Working data:
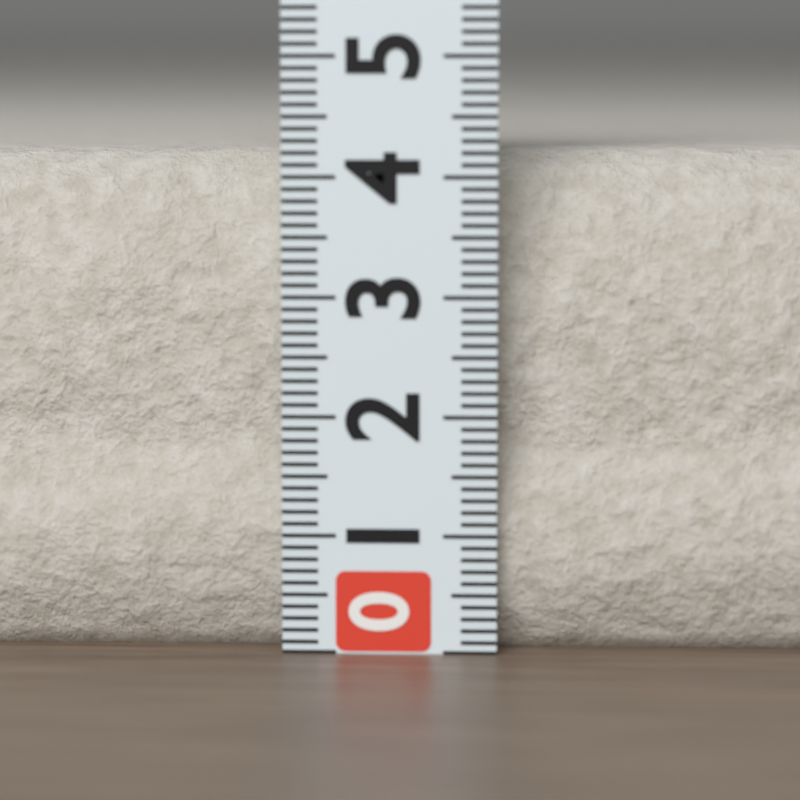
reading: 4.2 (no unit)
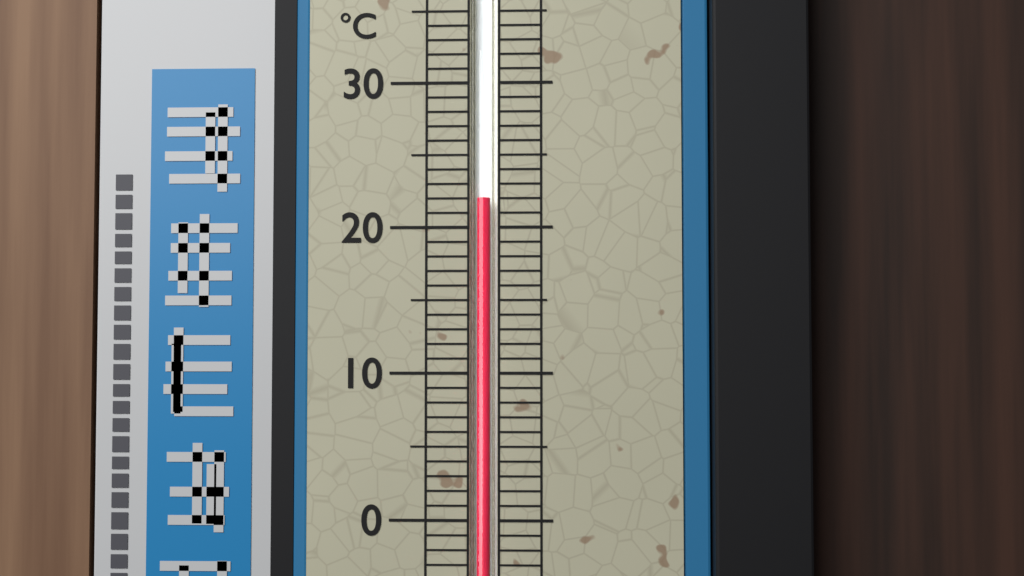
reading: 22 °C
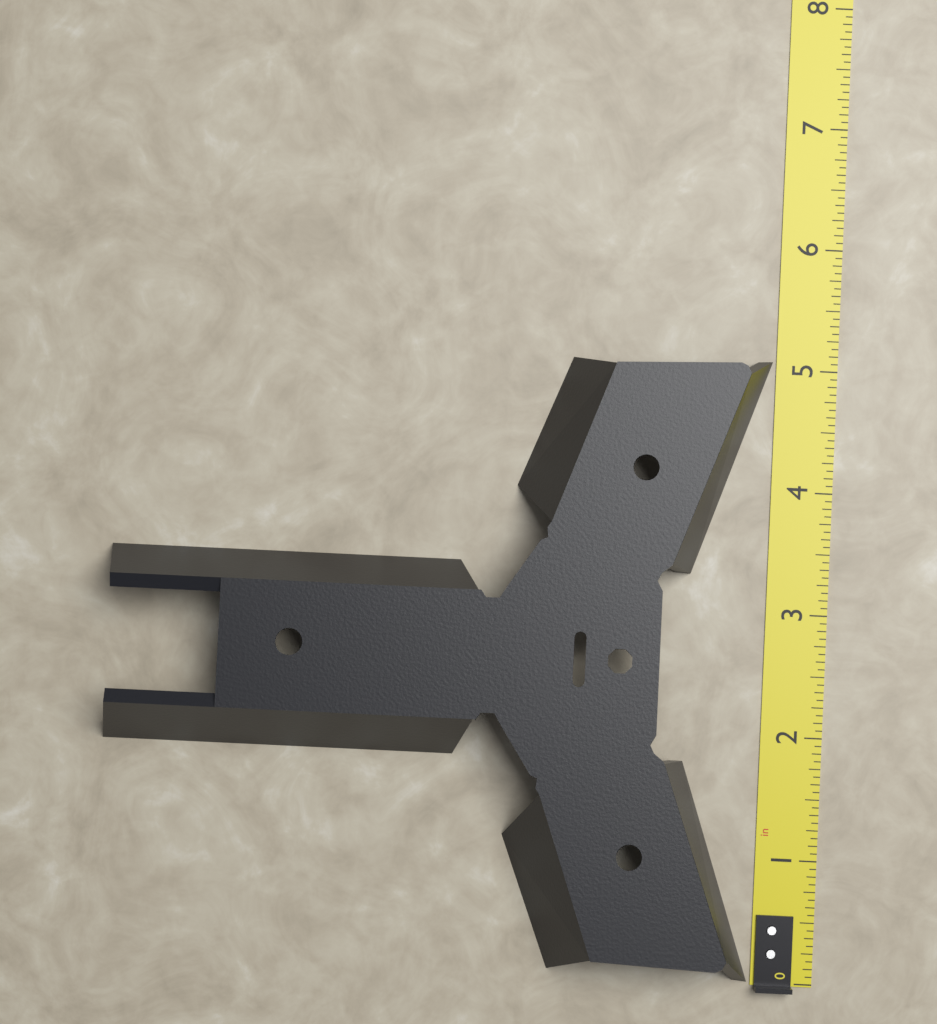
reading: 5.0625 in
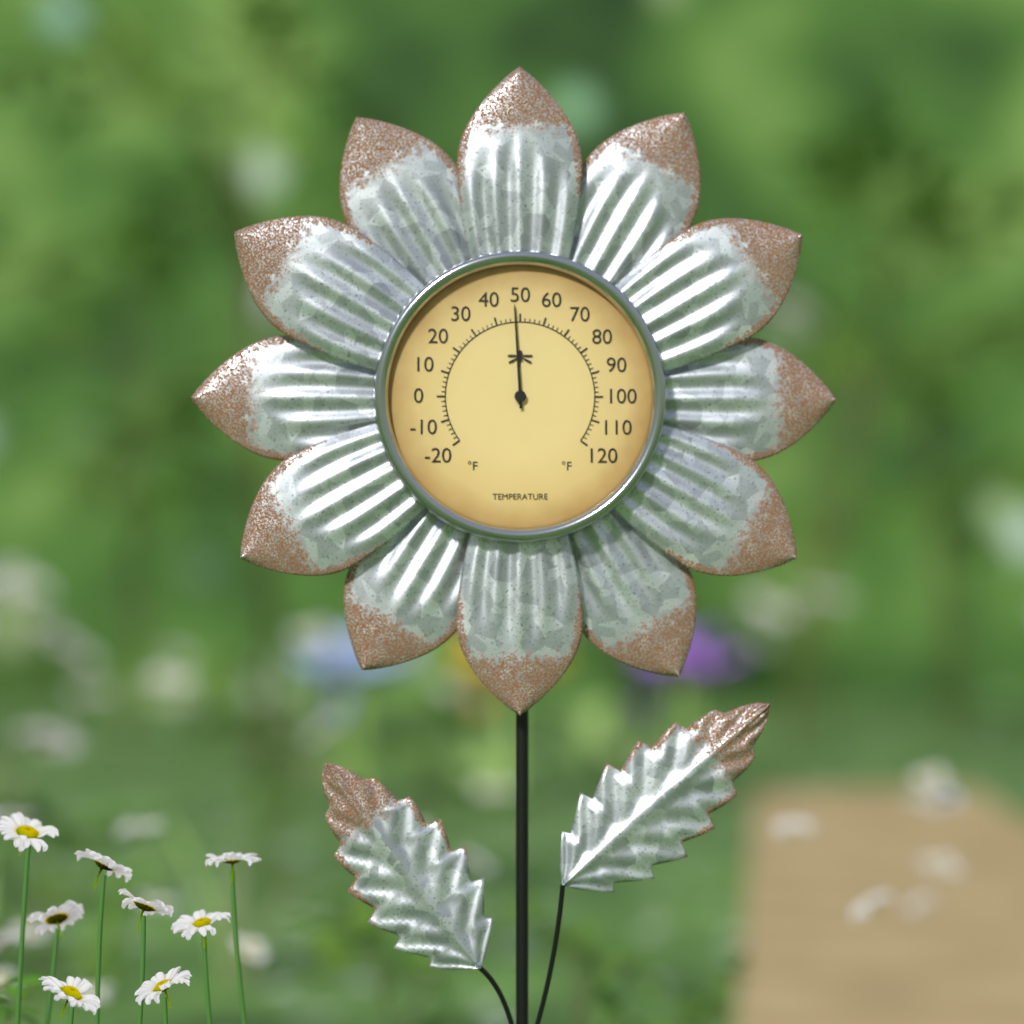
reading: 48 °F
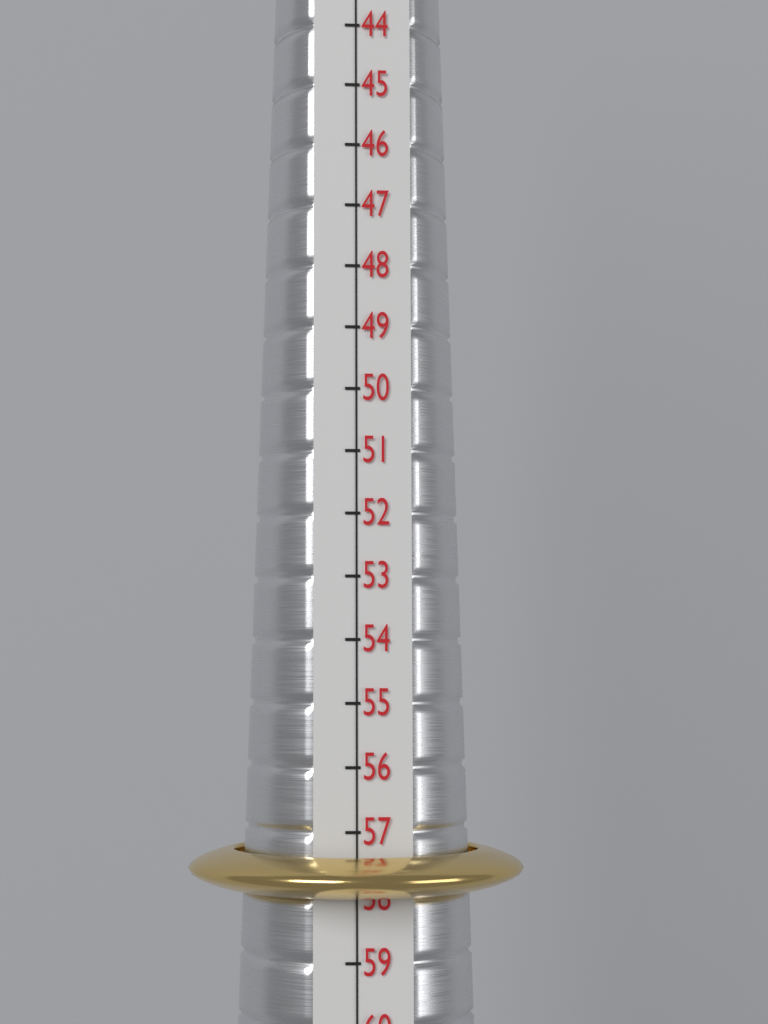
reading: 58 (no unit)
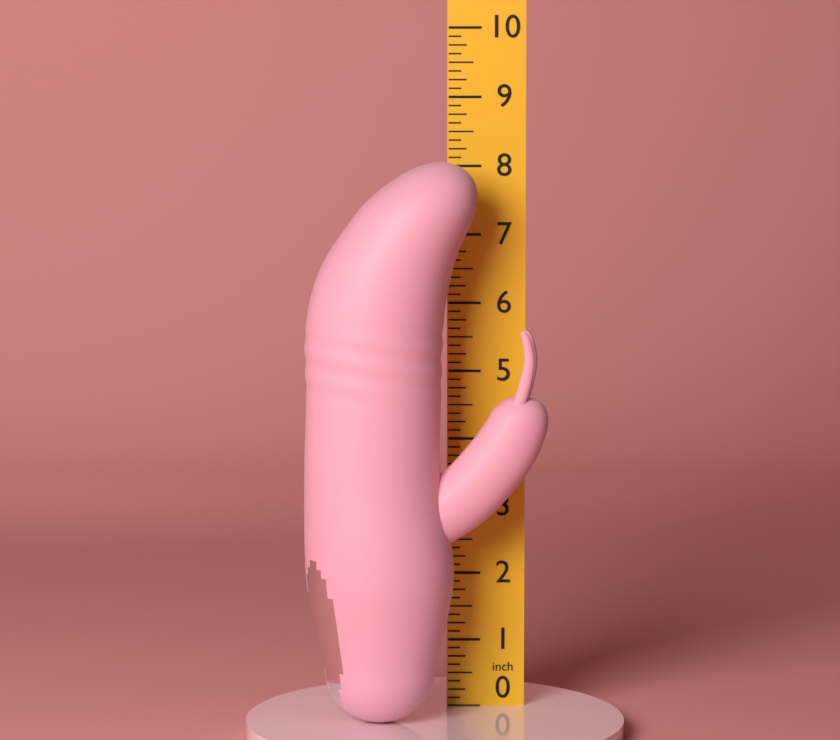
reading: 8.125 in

Work instruction: Copy the records word for word, leaving no picture in the copy.

Answer below:
reading: 4.2 (no unit)
reading: 22 °C
reading: 5.0625 in
reading: 48 °F
reading: 58 (no unit)
reading: 8.125 in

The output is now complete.